Like the average guy I shop for various items in a store and try to keep the prices in my head so that when I approach the cash register I have a vague idea about how badly I am about to be hit. But living in the real world is like being under bombardment with sounds and colors and the occasional very pretty girl strolling through the shop and all those numbers spin clockwise north of the equator and counter-clockwise in South Africa and disappear down the drain. Which leaves me with the unnerving suspicion that some of my money is slipping sidewise into an undeserved pocket.
As someone delighted with the possibilities of understanding the world as precisely as possible and frustrated by the lack of a gut feel of how to deal with algebraic intricacy when confronted with the compact information in the typical mathematical equation I have tried to work my intestinal instincts into better relationships with the numbing associations of numbers.
After all, mathematics is not a science. It is a language and with that language one can describe, not only this world as we perceive it but also many alternate worlds, one of which we may eventually discover is a bit more like the way it really is. Einstein demonstrated that when he showed that a modification of Newton's laws of motion which are fundamental to the understanding of the structure of the universe was essential at extreme speeds that approach that of light. He required a new mathematics and discovered that these new maths had been worked out some decades before as purely mathematical exercises.
As example, when I was in high school physics I was given the rather simple equation for conversion between the temperature systems of Celsius and Fahrenheit. It is Tc = (5/9)x(Tf-32) where Tc is the temperature in Celsius and Tf is the temperature in Fahrenheit. It is an easy linear equation but to work it mentally I must first mentally subtract 32 from the Fahrenheit measurement and then mentally multiply that by five and mentally divide that by nine. Each of those operations are not particularly difficult but my memory is not so hot with numbers and somewhere in the process one or two of the digits frequently gets switched around and the mechanically obtained result naturally gets screwed up.
As simple as it is, a mathematical equation is essentially conceived along the lines of a slot machine. It has a number of variables and an unknown variable and, in the method of a slot machine, by dropping a constant or two into the proper unknowns there is an automatic system which can be performed by a human or a machine and the final unknown becomes known and drops out like a candy bar from a slot machine. But the human does not have to think about the relationships shifting around inside as the process goes to completion and that is where I have my battle with the standard approach to mathematics.
My mind does not work like a slot machine. I have to understand the way the variables are inter-related and feel that if I push this one in one direction the others will move in directions that make sense. I have to see all the levers and how they are connected and operate and the levers have to be constructed inside my mind to do their work.
Going back to the temperature conversion equation, my mind prefers to see the process in this way. A Fahrenheit degree is 1.7 times the size of a Celsius degree or a bit over one and a half times. Fahrenheit freezing point of water is 32 degrees. The same point in Celsius is zero. To convert a measurement in Fahrenheit to Celsius I must first wipe away the difference in freezing points by subtracting 32 and then approximate the temperature in Celsius by making the result something over half. The boiling point of water in Fahrenheit is 212. Minus 32 makes it 180 and something over half of that becomes 100, the boiling point in Celsius. These are the precise numbers but "something over half "is very sloppy math but good enough for a general feel of how the numbers relate and a much more mentally satisfying participation in the process. Not good enough for an engineer or a scientist but fine for me on a cold day to figure what the temperature in New York might be while I'm freezing my ass off in Helsinki.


TASK GOAL:
Skip every picture. Print each line from the one containing "Provide the bounding" through the end of the records below, word for word.

[Annotated photo localization data]
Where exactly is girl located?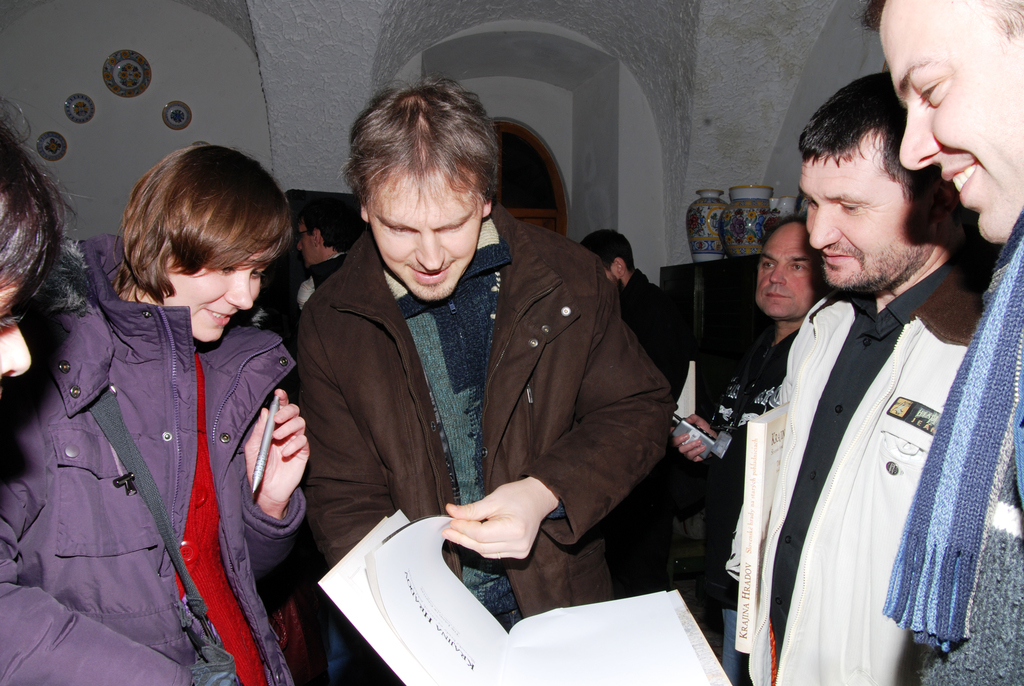
Its bounding box is (0, 141, 310, 685).
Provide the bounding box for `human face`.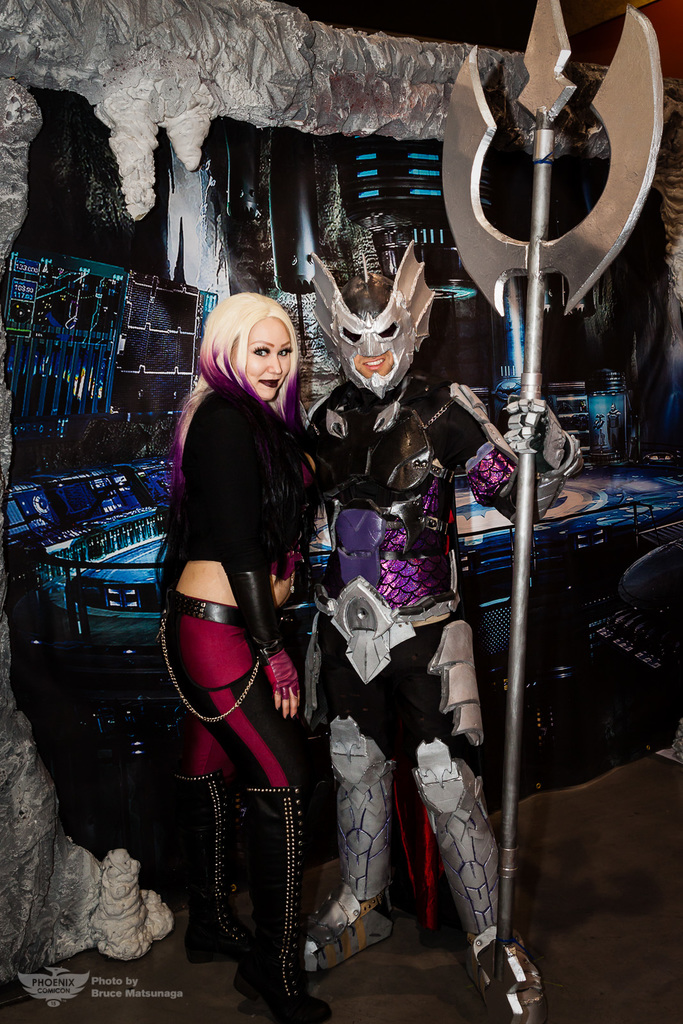
left=229, top=314, right=291, bottom=404.
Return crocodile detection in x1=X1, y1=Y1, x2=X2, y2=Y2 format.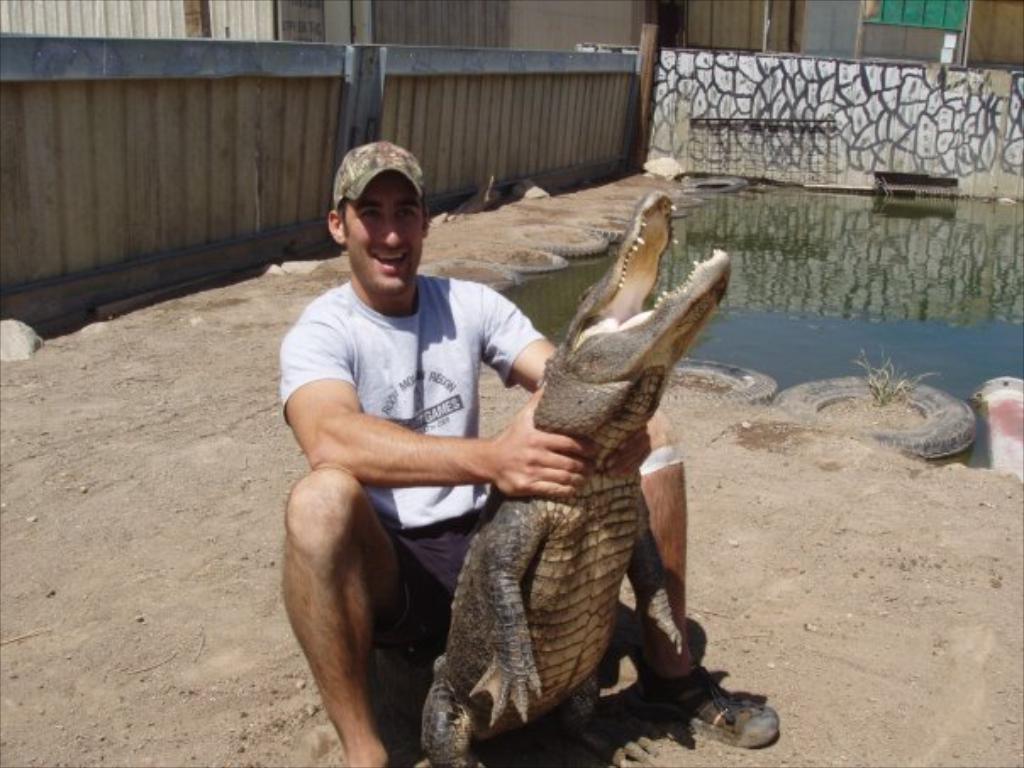
x1=375, y1=192, x2=731, y2=766.
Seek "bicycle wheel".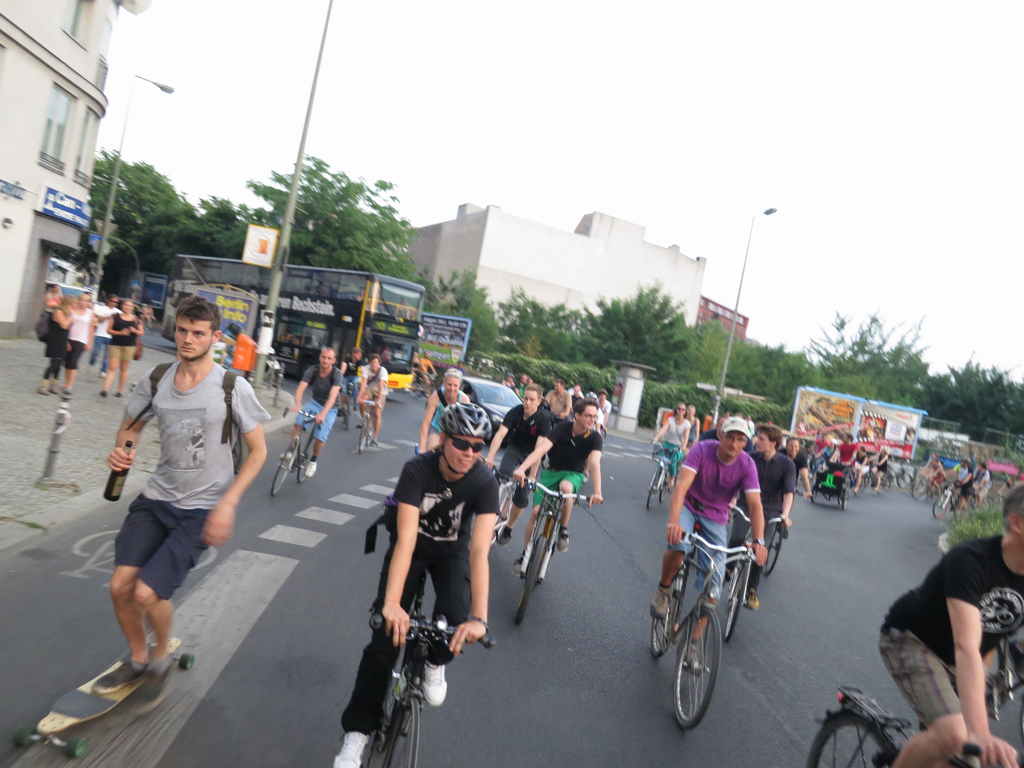
271/439/298/493.
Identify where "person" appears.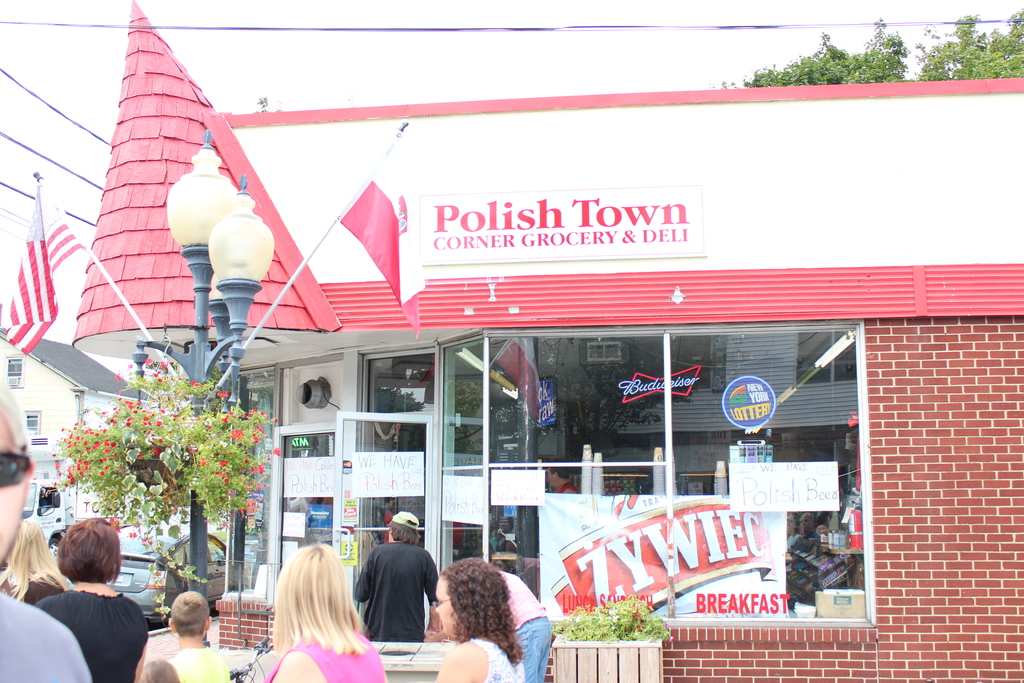
Appears at region(35, 535, 145, 677).
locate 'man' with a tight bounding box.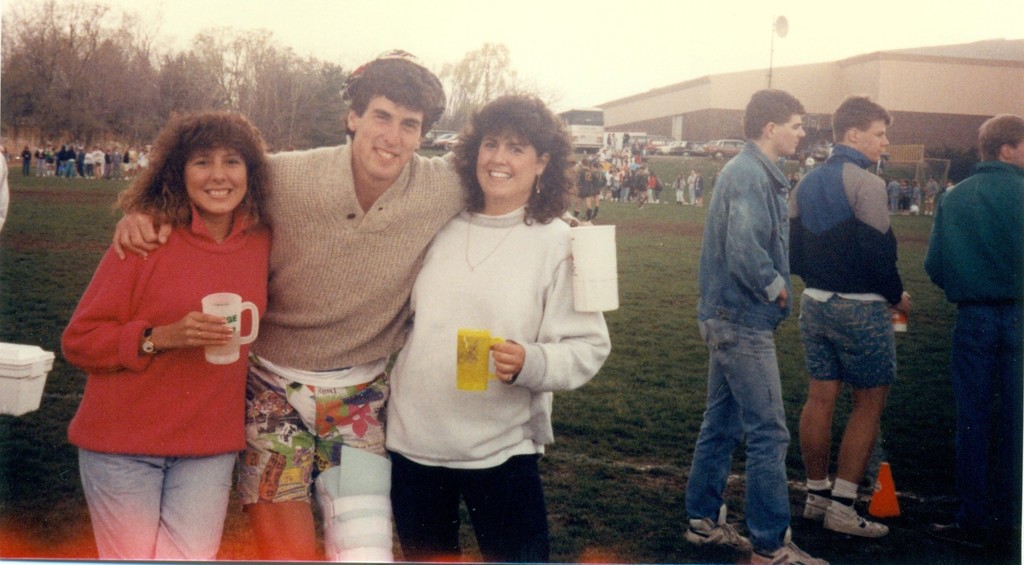
box=[885, 180, 900, 215].
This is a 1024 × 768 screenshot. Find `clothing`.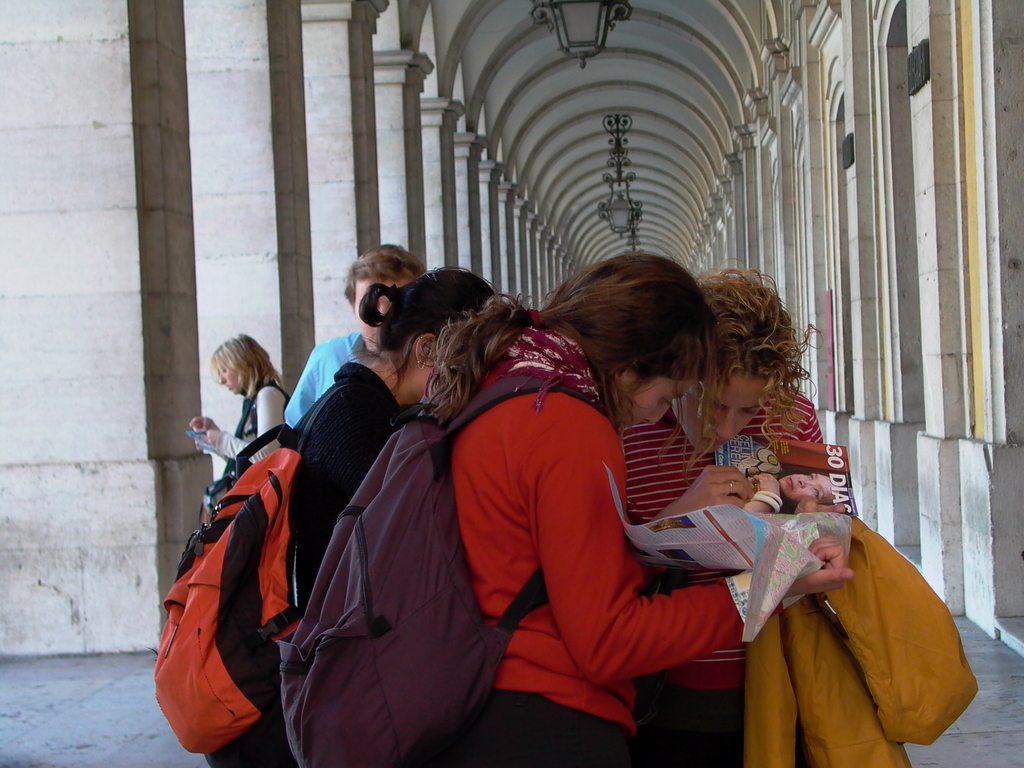
Bounding box: 282:357:406:615.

ANSWER AREA:
Provide the bounding box for `human face`.
left=229, top=314, right=291, bottom=404.
Return crocodile detection in x1=X1, y1=Y1, x2=X2, y2=Y2 format.
x1=375, y1=192, x2=731, y2=766.
Seek "bicycle wheel".
271/439/298/493.
Identify where "person" appears.
Appears at region(35, 535, 145, 677).
locate 'man' with a tight bounding box.
box=[885, 180, 900, 215].
This is a 1024 × 768 screenshot. Find `clothing`.
Bounding box: 282:357:406:615.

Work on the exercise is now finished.